We’re called upon to divest ourselves of our supposed achievements so that, on our path of repentance we can internalize the effort to cultivate the inner person. Make sure that kindness and politeness are internal states in your spiritual world, not artificial masks to wear in order to make a good impression on others.
We’re called upon to rip off the mask of virtue and to put on our genuine self, because ‘God monitors our heart and checks its contents’, as Saint Païsios the Athonite teaches us. In order to achieve this, you must first realize that the value of your life depends not on the various opinions that others have of you, but on the internal testimony of your conscience. Free yourself of all the short-lived bonds and illusions of the present world, so that you can understand that you have no need to accommodate them, no need to gain public acceptance and praise.
Embrace the splendor of utter simplicity. Be sincere and direct in all aspects of your life. This assumes effort, struggle and spiritual exercise because, even if, occasionally, something genuine springs forth from within us, our true self comes to the surface only through the pains of spiritual and bodily ascetic practice. This is precisely the merciless, continuous struggle which is fought in our inner soul: the struggle between a sincere personality and a false and hypocritical attitude.

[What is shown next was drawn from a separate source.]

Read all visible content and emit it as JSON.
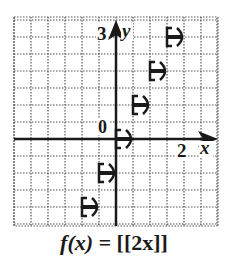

So you must aim at cultivating your inner self, rather than pretending that you like those who pretend to like you. Because spiritual people aren’t ‘prim and proper’, but are as God wants them to be. Liberated from selfishness and the obsessive compulsions of conventionality, we’re called upon to cultivate the virtues; not to become well-liked by those around us, but to minister only to the love of God and to the love of other people.
So let us avoid the slide into hypocrisy and affected behavior. Let us allow God to engulf, to inundate, our being. Let us cure ourselves of our self-absorption with ascetic practices and observance of the commandments, in order that we may progress towards love for our brothers and sisters and from there towards love for God, so that we become pleasing not to other people but to God.
If we become pleasing to God, it’s certain that we’ll become pleasing to other people, too, because the virtuous are likened to a city built on a hill, as our Lord himself confirms: ‘A city built on a hill cannot be hidden’ (Matth. 5, 14).